The secret federal court that approves orders for conducting surveillance on suspected foreign terrorists or spies issued a strong and highly unusual public rebuke to the FBI on Tuesday, ordering the agency to say how it intends to correct the errors revealed last week by a Justice Department report on one aspect of the FBI's investigation of Donald Trump's 2016 campaign.
Justice Department Inspector General Michael Horowitz said the FBI made serious and repeated mistakes in seeking under the Foreign Intelligence Surveillance Act, or FISA, to conduct surveillance of Carter Page, a former Trump campaign adviser.
The FBI's submission to the court made assertions that were "inaccurate, incomplete, or unsupported by appropriate documentation," the report said.
Rosemary Collyer, presiding judge on the Foreign Intelligence Surveillance Court, said in the unusual public order that the report "calls into question whether information contained in other FBI applications is reliable." She ordered the FBI to explain in writing by Jan. 10 how it intends to remedy those problems.
Document here: https://www.scribd.com/document/440156909/Fisa-Court-to-FBI
(Score: 1) by khallow on Wednesday December 18 2019, @06:52PM
And that VERY good reason was?
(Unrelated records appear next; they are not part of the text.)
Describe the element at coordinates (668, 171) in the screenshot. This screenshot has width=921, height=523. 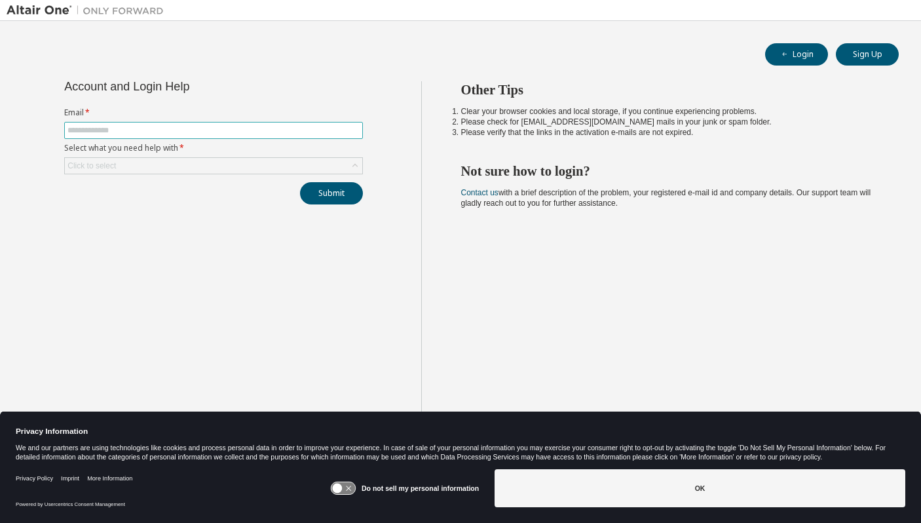
I see `h2: Not sure how to login?` at that location.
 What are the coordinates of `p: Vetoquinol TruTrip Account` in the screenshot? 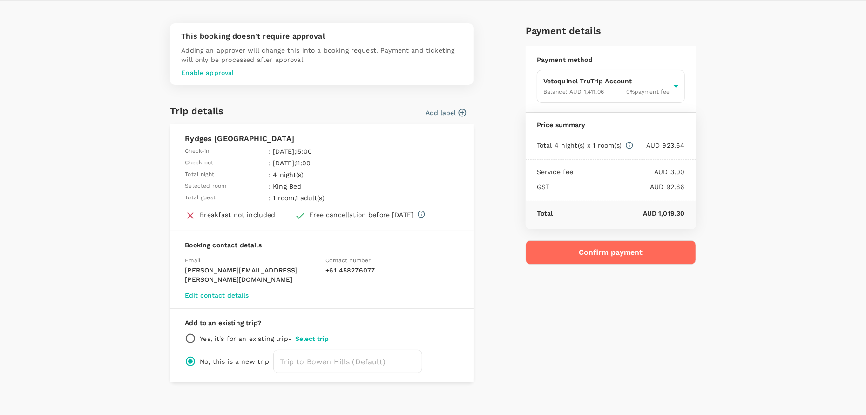 It's located at (607, 81).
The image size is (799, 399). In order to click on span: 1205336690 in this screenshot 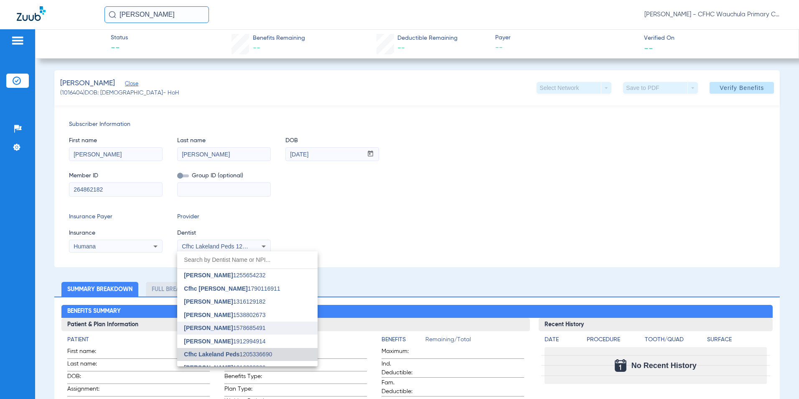, I will do `click(228, 354)`.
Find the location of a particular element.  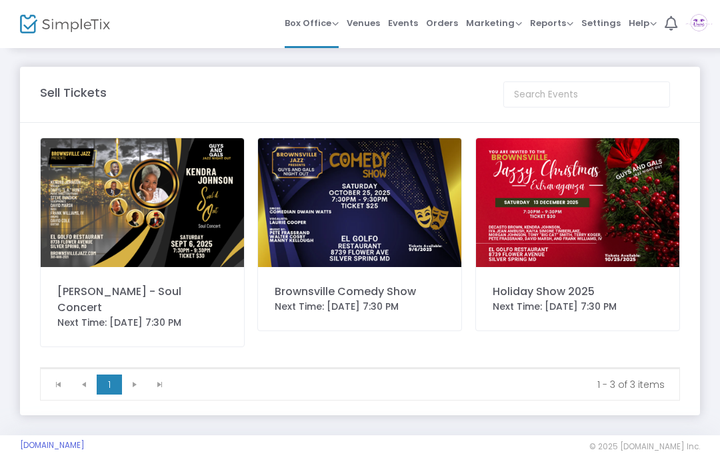

span: Settings is located at coordinates (601, 23).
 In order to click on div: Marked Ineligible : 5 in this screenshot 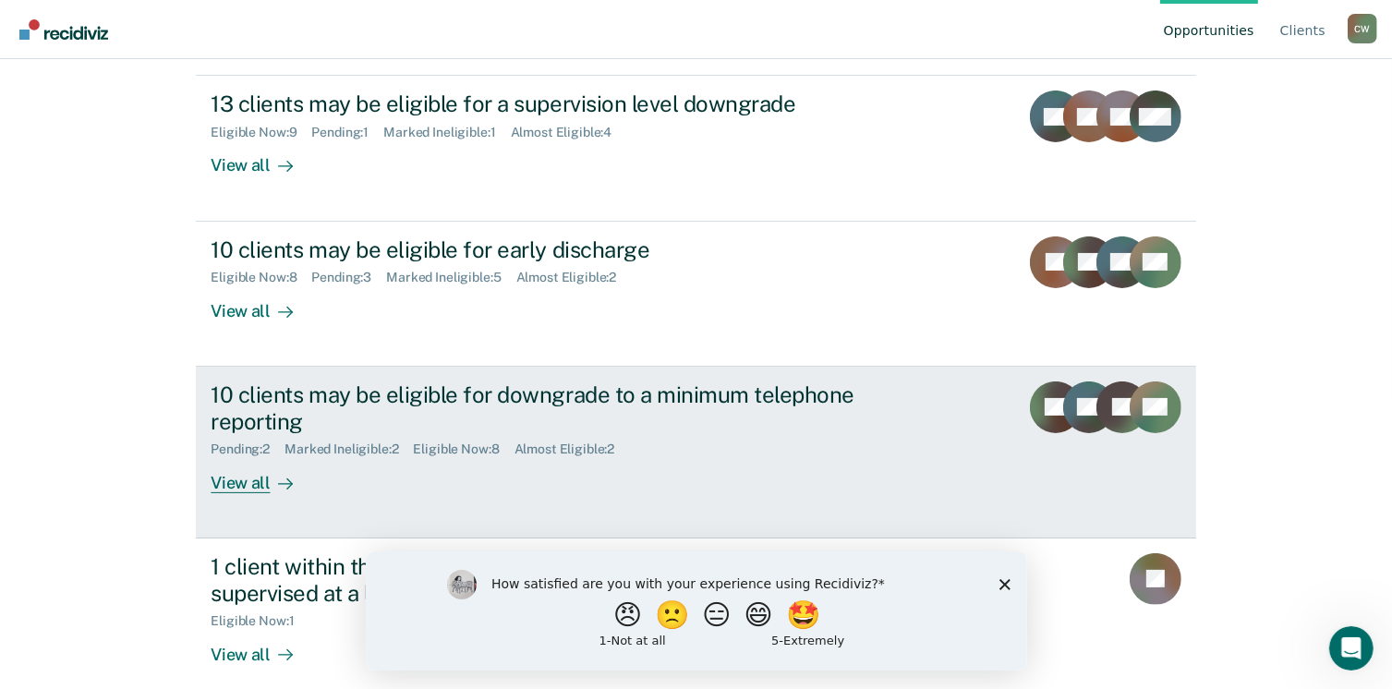, I will do `click(451, 277)`.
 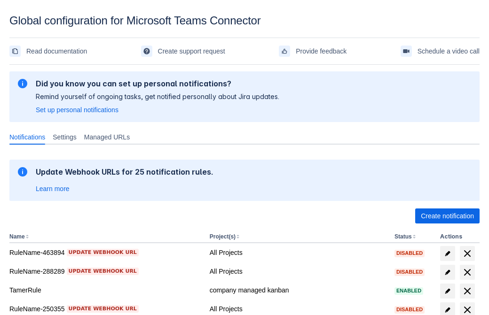 I want to click on p: Remind yourself of ongoing tasks, get notified personally about Jira updates., so click(x=157, y=97).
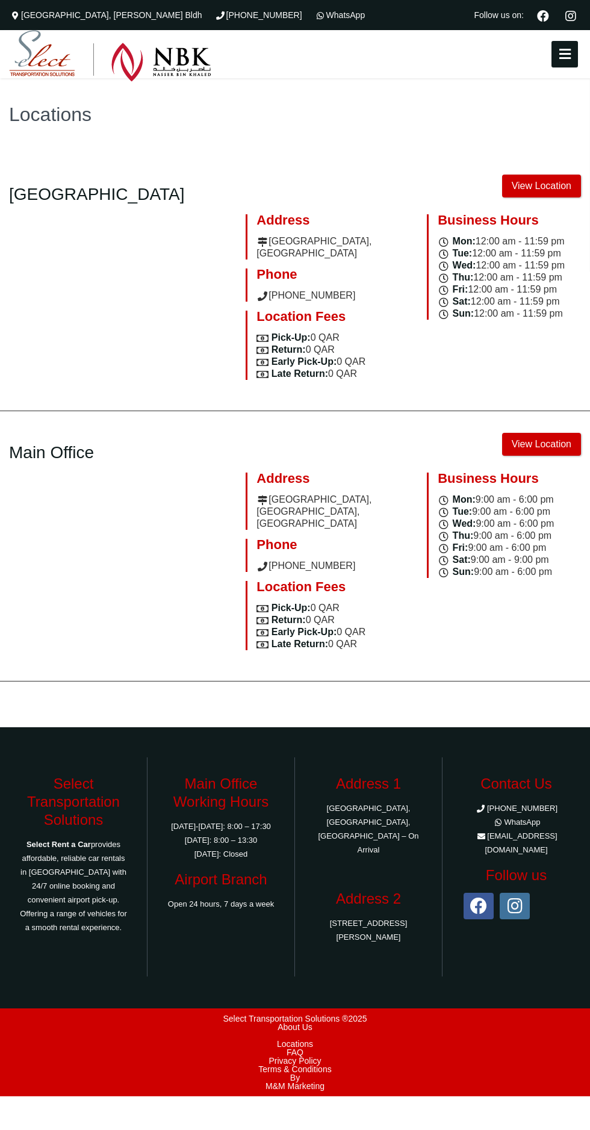  Describe the element at coordinates (295, 1043) in the screenshot. I see `a: Locations` at that location.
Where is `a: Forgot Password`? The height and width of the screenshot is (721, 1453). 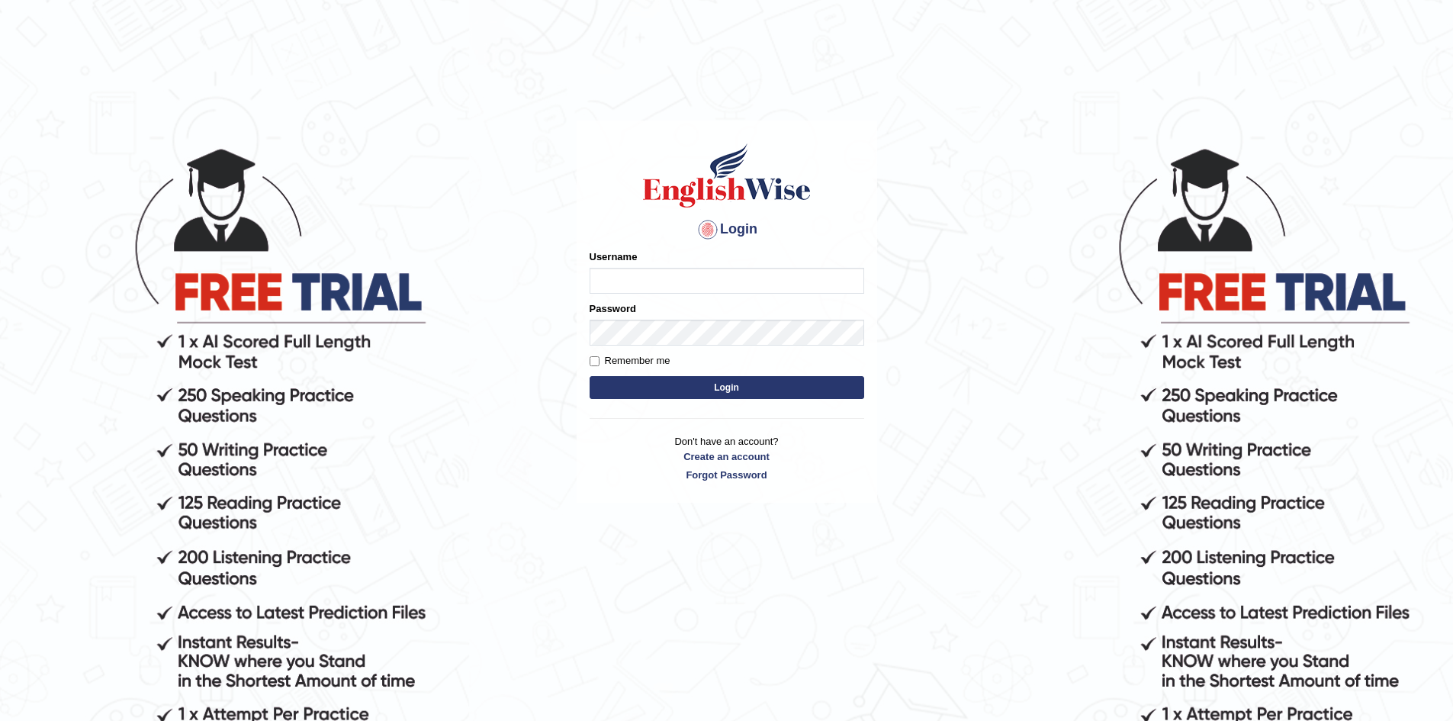 a: Forgot Password is located at coordinates (727, 474).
They never did pin anything on Carter Page, the pretext for starting this surveillance, and much of the existing indictments would happen anyway (Manafort, for example) since the investigations started elsewhere and were merely taken over by Mueller.
Now, that power to start surveillance of political rivals with very flimsy pretext rests in the hands of Trump. Better think about what that means.